Gradually, they began to ascend, single file, up the jagged incline. When Ambrose rounded the bend ahead of him, Jim heard him gasp. A few steps later, Jim realized why. Ahead of them stretched what looked like miles and
miles of a white boneyard, with no end in sight—and no distinct trail. How, around a single random corner, could the terrain of a mountain change so dramatically?

“I've heard about this, but I've never encountered it,” Ambrose said. “It's called
lapiaz
—it's caused when the surface freezes and then thaws. Maybe over the span of a few centuries. Keep your head down. Hikers have been known to fall into the crevices.”

“The one death a day in the Alps . . .” said Jim.

“Once we cross this, we'll hike about sixteen miles mostly uphill northeast toward Le Col du Brochet. I'm guessing it'll take us about two hours to walk this part, then three to four hours, depending on the terrain and altitude, to crest the Col du Brochet. Perhaps, along the way, we'll smell Madame Castellane's perfume.”

The slowly rising plateau ahead of them resembled a garbage heap of calcified bones. Each bone looked as if it had been chewed and licked clean over centuries. Jim crouched down for a closer look at the sun-bleached latticework. He took a two-euro coin from his pocket and dropped it into the crevice. No sound: they were standing over the black hole of the earth. He shuddered to think of Thalia's mother. What if she'd slipped and fallen into the mountain, and that was why the helicopter had failed to find her? He'd been a fool to give the sisters hope that they'd find her.

“Ambrose!” Jim yelled to his friend, who was far ahead, picking his way across. Ambrose stopped and turned.

“There's got to be another way!”

“There
is
no other way. Look for a red marker,” Ambrose shouted back, waiting for Jim to catch up. “There's the first one. Tuck your pole under the straps of your knapsack. You'll need both hands for balance.”

The red marker ahead was as faint as a thermometer reading.

“Now I know why you got down on your knees,” Jim said as he joined his friend. “Where's the warning sign with the skull and crossbones?”

“You're not in the US of A . . .”

“Why didn't the sisters warn us of this? This is downright dangerous.”

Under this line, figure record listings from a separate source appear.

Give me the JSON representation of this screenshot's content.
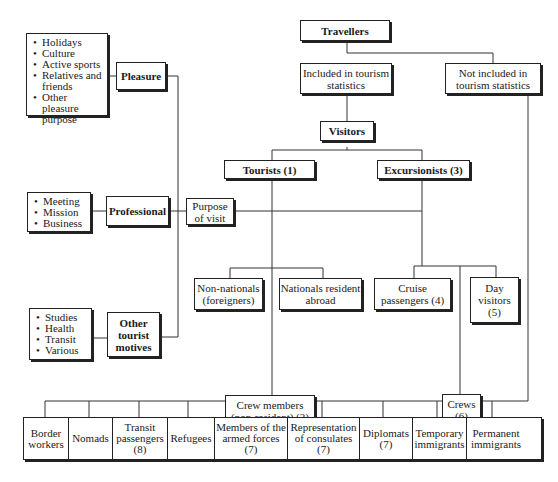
{
  "diagram": {
    "root": {
      "label": "Travellers"
    },
    "included": {
      "label": "Included in tourism statistics"
    },
    "not_included": {
      "label": "Not included in tourism statistics"
    },
    "visitors": {
      "label": "Visitors"
    },
    "tourists": {
      "label": "Tourists (1)"
    },
    "excursionists": {
      "label": "Excursionists (3)"
    },
    "purpose_of_visit": {
      "label": "Purpose of visit"
    },
    "purposes": [
      {
        "label": "Pleasure",
        "items": [
          "Holidays",
          "Culture",
          "Active sports",
          "Relatives and friends",
          "Other pleasure purpose"
        ]
      },
      {
        "label": "Professional",
        "items": [
          "Meeting",
          "Mission",
          "Business"
        ]
      },
      {
        "label": "Other tourist motives",
        "items": [
          "Studies",
          "Health",
          "Transit",
          "Various"
        ]
      }
    ],
    "tourist_children": [
      {
        "label": "Non-nationals (foreigners)"
      },
      {
        "label": "Nationals resident abroad"
      },
      {
        "label": "Crew members (non-resident) (2)"
      }
    ],
    "excursionist_children": [
      {
        "label": "Cruise passengers (4)"
      },
      {
        "label": "Day visitors (5)"
      },
      {
        "label": "Crews (6)"
      }
    ],
    "not_included_children": [
      {
        "label": "Border workers"
      },
      {
        "label": "Nomads"
      },
      {
        "label": "Transit passengers (8)"
      },
      {
        "label": "Refugees"
      },
      {
        "label": "Members of the armed forces (7)"
      },
      {
        "label": "Representation of consulates (7)"
      },
      {
        "label": "Diplomats (7)"
      },
      {
        "label": "Temporary immigrants"
      },
      {
        "label": "Permanent immigrants"
      }
    ]
  }
}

“Nothing new to them,” Ambrose said. “If you've come up this high, you've had to deal with a lot of nature's hand-me-downs. Can you step it up a little? At the rate we're going, we'll be adding our own bones to this graveyard.”

“I can't see the Parisian wife of the minister of the interior making this place her home for the summer months,” said Jim when he next caught up to Ambrose.